The Muslim Brotherhood claims that Defense Minister Abdel Fattah al-Sisi, led a military coup against the legitimate president under the pretext that he was responding to the wishes of the masses, whereas he was really seeking the presidency, according to an announcement late Tuesday evening.
The Brotherhood argues that the mass of protesters on 30 June were not demanding more than early presidential elections.
The Brotherhood’s message also said that Sisi has wanted to restore the special status that army officers have been enjoying since the 1952 revolution, and that he believes the president should be of a military background as has been the case under the past authoritarian regimes.
The group also said that the army leaders were against a civilian leading as their supreme commander, which is why they, together with certain politicians who had failed in all elections, used the media to incite public opinion against the ousted Muslim Brotherhood president.
It went on to say that parliament was dissolved a few days before the president was elected so as to keep legislative powers within the military council.
It claimed further that the military placed obstacles for the president, such as the incident of the soldiers killed in northern Sinai less than two months after he came to power, and that the president wanted to attend the funeral of the soldiers but did not when he heard there was a plot to attack him, which is why he dismissed a number of senior military leaders, including Tantawi and Annan.
The army wanted to keep the advantages and economic gains that the new equitable regime would have taken away, the group said, contending that the army’s commercial projects account for 40 percent of the Egyptian economy.
Another reason for the coup, according to the group, was that the army wanted to keep its budget confidential, especially that certain voices emerged after the 25 January revolution demanding the budget should be discussed publicly to avoid suspicion of corruption.

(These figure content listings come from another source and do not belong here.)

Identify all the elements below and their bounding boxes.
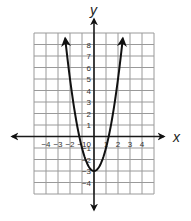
y-tick-label: 3 [87, 98, 92, 107]
y-tick-label: 4 [87, 87, 92, 96]
y-tick-label: 2 [87, 110, 92, 119]
y-tick-label: 5 [87, 75, 92, 84]
y-tick-label: −4 [82, 179, 92, 188]
coordinate-plane: −4−3−2−11234−4−3−2−1123456780 x y [0, 0, 191, 221]
y-axis-label: y [89, 2, 98, 18]
y-tick-label: 7 [87, 52, 92, 61]
x-tick-label: −2 [65, 140, 75, 149]
y-tick-label: 1 [87, 121, 92, 130]
x-tick-label: 4 [140, 140, 145, 149]
y-tick-label: 6 [87, 64, 92, 73]
y-tick-label: 8 [87, 41, 92, 50]
origin-label: 0 [87, 140, 92, 149]
x-tick-label: −4 [41, 140, 51, 149]
x-tick-label: −3 [53, 140, 63, 149]
x-tick-label: 3 [128, 140, 133, 149]
x-axis-label: x [172, 129, 181, 145]
x-tick-label: 2 [116, 140, 121, 149]
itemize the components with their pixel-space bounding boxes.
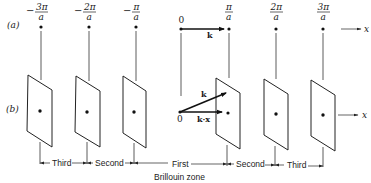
label-3pi-over-a: 3π a <box>317 2 330 22</box>
top-row-dots <box>39 25 324 30</box>
denominator: a <box>226 12 231 22</box>
x-label-top: x <box>364 24 369 34</box>
denominator: a <box>87 12 92 22</box>
panel-label-a: (a) <box>7 20 20 30</box>
k-label-bottom: k <box>201 89 207 99</box>
sign: − <box>123 5 131 16</box>
label-minus-3pi-over-a: − 3π a <box>26 2 49 22</box>
label-origin-top: 0 <box>179 15 185 25</box>
numerator: π <box>225 2 233 12</box>
sign: − <box>26 5 34 16</box>
numerator: 2π <box>270 2 284 12</box>
zone-label-first: First <box>172 159 189 169</box>
brillouin-zone-diagram: (a) (b) − 3π a − 2π a − π a 0 π a 2π a 3… <box>0 0 371 183</box>
plane-plus-2 <box>264 79 288 150</box>
denominator: a <box>134 12 139 22</box>
label-pi-over-a: π a <box>225 2 233 22</box>
origin-label-bottom: 0 <box>177 114 183 124</box>
label-2pi-over-a: 2π a <box>270 2 284 22</box>
zone-label-second-right: Second <box>236 159 265 169</box>
plane-minus-1 <box>123 76 146 148</box>
x-label-bottom: x <box>362 110 367 120</box>
plane-plus-3 <box>311 80 335 151</box>
denominator: a <box>321 12 326 22</box>
plane-minus-3 <box>27 75 52 147</box>
numerator: π <box>133 2 141 12</box>
kx-label-bottom: k·x <box>197 114 210 124</box>
label-minus-pi-over-a: − π a <box>123 2 141 22</box>
plane-minus-2 <box>75 76 100 147</box>
numerator: 3π <box>318 2 331 12</box>
numerator: 2π <box>83 2 97 12</box>
zone-label-third-right: Third <box>287 160 307 170</box>
numerator: 3π <box>36 2 49 12</box>
zone-caption: Brillouin zone <box>154 172 205 182</box>
zone-label-third-left: Third <box>52 158 72 168</box>
panel-label-b: (b) <box>6 104 19 114</box>
zone-label-second-left: Second <box>95 158 124 168</box>
k-label-top: k <box>207 30 213 40</box>
sign: − <box>74 5 82 16</box>
denominator: a <box>39 12 44 22</box>
label-minus-2pi-over-a: − 2π a <box>74 2 97 22</box>
denominator: a <box>274 12 279 22</box>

Moreover, the group said the army believed Morsy would implicate it in wars to arrive at his goal of an Islamic Empire, whereas Morsy was wise enough to know that such goal could only be attained gradually through cooperation with the Arab countries then with the non-Arab Islamic countries. That is why the army incited the West to accept the coup, the group claimed, as it is a secular establishment.
It also said that the Constitutional Committee of 50 is largely comprised of secularists, leftists and liberals that are against the Islamic project, and that are in agreement with the West.
The West was against Morsy, they claim, because he was independent and refused subordination and normalization with the Zionists, as the group put it. He was also seeking to achieve self-sufficiency in food, medicine and armament.
Lastly, the group claimed the Arab states supported the coup because they were fearful of the Islamic model of a right democracy, which is why their intelligence services helped overthrow Morsy and paid billions of dollars for that purpose.